Tuesday, March 3, 2009

Rahul's question

2. Skipka talks about how, "the kind of work that activity-based multimodal courses take as usual is not defined by the production of a particular kind of text that I, as instructor, have determined students need to accomplish."

This sounds like a teacher that tells students to go make a project but doesn't lead them in a certain path, would you prefer projects that have a certain path where the teacher outlines out or a project where you're free to go where you want to with it and why would you choose that one?

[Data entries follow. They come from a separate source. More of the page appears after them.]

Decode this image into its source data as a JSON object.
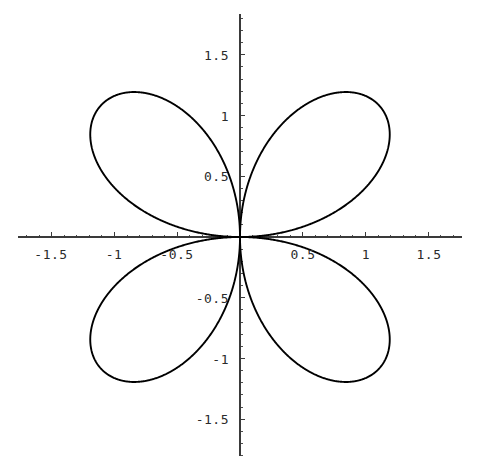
{
  "figure": {
    "name": "four-petal-rose-polar-plot",
    "background_color": "#ffffff",
    "curve_color": "#000000",
    "axis_color": "#3a3a3a",
    "label_color": "#2b2b2b",
    "width": 478,
    "height": 470
  },
  "axes": {
    "origin_px": {
      "x": 240,
      "y": 237
    },
    "px_per_unit_x": 125.5,
    "px_per_unit_y": 121.5,
    "x_axis_extent_px": {
      "start": 18,
      "end": 462
    },
    "y_axis_extent_px": {
      "start": 14,
      "end": 456
    },
    "major_tick_len": 5,
    "minor_tick_len": 2.5,
    "minor_ticks_per_major": 5
  },
  "chart_data": {
    "type": "line",
    "plot_kind": "polar-rose",
    "title": "",
    "xlabel": "",
    "ylabel": "",
    "grid": false,
    "legend": false,
    "legend_position": "none",
    "equation": "r = 1.55*cos(2*theta), rotated 45 degrees (four petals on diagonals)",
    "petal_count": 4,
    "max_radius": 1.55,
    "petal_axis_angles_deg": [
      45,
      135,
      225,
      315
    ],
    "xlim": [
      -1.77,
      1.77
    ],
    "ylim": [
      -1.83,
      1.83
    ],
    "x_ticks": [
      -1.5,
      -1,
      -0.5,
      0.5,
      1,
      1.5
    ],
    "x_tick_labels": [
      "-1.5",
      "-1",
      "-0.5",
      "0.5",
      "1",
      "1.5"
    ],
    "y_ticks": [
      1.5,
      1,
      0.5,
      -0.5,
      -1,
      -1.5
    ],
    "y_tick_labels": [
      "1.5",
      "1",
      "0.5",
      "-0.5",
      "-1",
      "-1.5"
    ],
    "x_minor_tick_step": 0.1,
    "y_minor_tick_step": 0.1,
    "petal_extremes": {
      "upper_right_tip": [
        1.1,
        1.1
      ],
      "upper_left_tip": [
        -1.1,
        1.1
      ],
      "lower_left_tip": [
        -1.1,
        -1.1
      ],
      "lower_right_tip": [
        1.1,
        -1.1
      ]
    },
    "bounding_extremes": {
      "max_x": 1.55,
      "min_x": -1.55,
      "max_y": 1.51,
      "min_y": -1.51
    },
    "series": [
      {
        "name": "rose",
        "theta_step_deg": 1,
        "r_of_theta": "1.55*|cos(2*(theta - 45deg))| on each petal arc"
      }
    ]
  },
  "x_tick_label_positions": [
    {
      "label": "-1.5",
      "px_x": 51,
      "px_y": 248
    },
    {
      "label": "-1",
      "px_x": 114,
      "px_y": 248
    },
    {
      "label": "-0.5",
      "px_x": 177,
      "px_y": 248
    },
    {
      "label": "0.5",
      "px_x": 303,
      "px_y": 248
    },
    {
      "label": "1",
      "px_x": 366,
      "px_y": 248
    },
    {
      "label": "1.5",
      "px_x": 429,
      "px_y": 248
    }
  ],
  "y_tick_label_positions": [
    {
      "label": "1.5",
      "px_x": 229,
      "px_y": 55
    },
    {
      "label": "1",
      "px_x": 229,
      "px_y": 116
    },
    {
      "label": "0.5",
      "px_x": 229,
      "px_y": 176
    },
    {
      "label": "-0.5",
      "px_x": 229,
      "px_y": 298
    },
    {
      "label": "-1",
      "px_x": 229,
      "px_y": 359
    },
    {
      "label": "-1.5",
      "px_x": 229,
      "px_y": 419
    }
  ]
}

Whenever teachers assign projects, I like to have a good combination of both specific instructions, but also freedom. I don't think that confining an assignment to extremely distinct and binding guidelines is a good way for students to learn because it restricts the topics that they are able to explore. I think that the best projects are when a teacher gives students a detailed outline of what they expect from the project but leave how they achieve those expectations up to the student. I think students should be able to choose what they want to do the project on because everyone has individual interests, concerns, and opinions that cannot be expressed when they are confined to only certain viewpoints or areas. I also think that the way the project is gone about should be totally up to the student. Some people are more creative, some are better with technology than others, and others like to combine many different fields. By giving the student a rubric of how they will grade the project and what they expect, but also allowing the student to have freedom, the project would be the best that it could be.